Or if anyone else has thoughts on that, the board is, for now anyway, obviously open!
I'm fairly convinced that it's house style at The New Yorker to have a first person reference in the story at some point, along with the time element — "It was a cold and rainy Wednesday in May when Philip Roth came downstairs and answer the door of his lower Manhattan brownstone in his socks — early in the piece.
I still think we need more example of pieces where first person doesn't work to talk about why it doesn't work.
AJR wrote about how much Vice relies on the first person in its storytelling a few years ago.
Vice, and the Trend of First-Person Journalism - American Journalism Review
I get kind of frustrated when I read a piece that's just entirely pulled out of someone's head. People cite David Foster Wallace all the time when the blame the Grantland generation for its navel gazing, but Wallace (for all his faults; and he certainly had them) was a master observer. He detailed the shirt out of scenes. He wrote down everything he saw in his notebook, and if you read stuff like Consider the Lobster (his piece about the Maine Lobster festival, and whether lobster boiling was ethical) you can see he did a shirt ton of reporting after the fact to support his thesis. It wasn't just "Oh man, I think this might hurt lobsters based on how I feel."

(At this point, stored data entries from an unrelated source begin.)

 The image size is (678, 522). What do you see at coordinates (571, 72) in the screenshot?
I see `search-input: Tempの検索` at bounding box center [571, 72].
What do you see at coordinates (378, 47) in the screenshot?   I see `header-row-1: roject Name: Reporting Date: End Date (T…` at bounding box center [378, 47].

It doesn't work in a lot of the Roof piece. It doesn't work when she asks us to accept her premise that people at the white church were looking at her funny. That's an enormous swing and miss. It does work when she meets with Roof's dad.

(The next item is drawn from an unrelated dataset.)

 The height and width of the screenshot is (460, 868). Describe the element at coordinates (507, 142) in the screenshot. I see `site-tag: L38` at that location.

Why don't you accept her premise? Do you feel like a black woman entering an all-white church in Charleston would be seeing uneasiness where it might not exist, or that she doesn't do enough to prove it exists beyond asking for the readers trust?

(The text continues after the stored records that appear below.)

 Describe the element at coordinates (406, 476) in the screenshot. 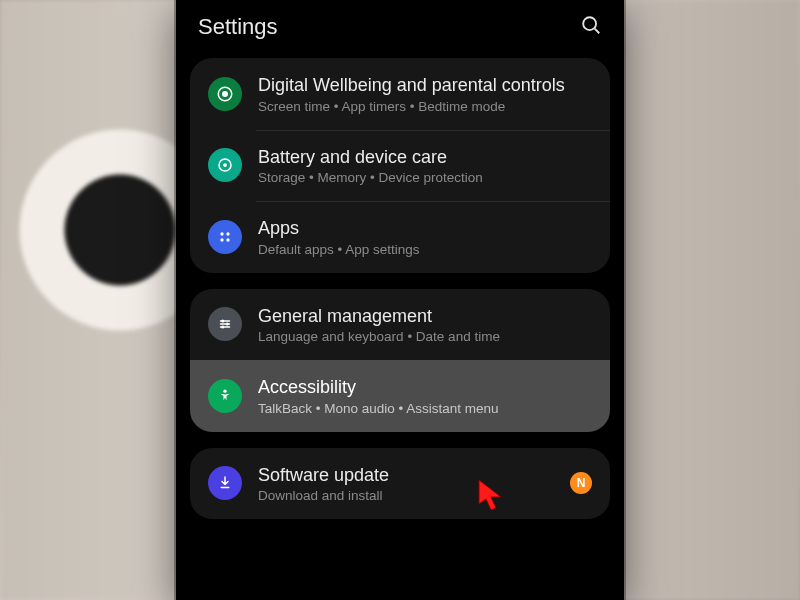

I see `row-title: Software update` at that location.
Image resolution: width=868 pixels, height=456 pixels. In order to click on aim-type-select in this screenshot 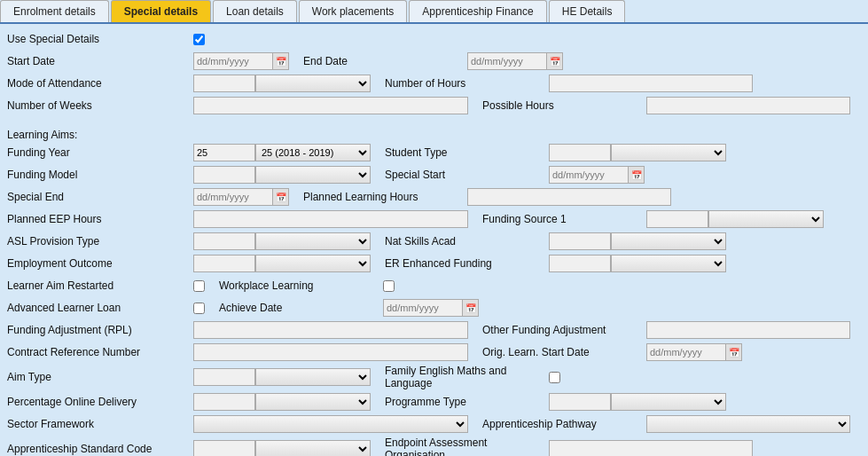, I will do `click(313, 377)`.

Read up on George Plimpton, if you haven't already - specifically, "Paper Lion."It just seems like every feature/longform type thing I read now is written in first-person and it's kind of like "I did this," "I saw this," instead of "This is what something looked/sounded like."
I don't necessarily have a problem with this or think it's bad but I'm wondering if there's some kind of rule on this among writers. Is it generally something to avoid or does it matter at all? Is there a reason why? Do people consider it bad or good or indifferent? Do you like reading a feature written in first person?
A couple examples of things I'm referring to: the recent Bleacher Report feature on Colin Kaepernick, the GQ story on Dylann Roof's hometown (not sports of course), but also many many many others.
I also ask because I want to keep some things in mind when I go out to do an in-depth piece soon.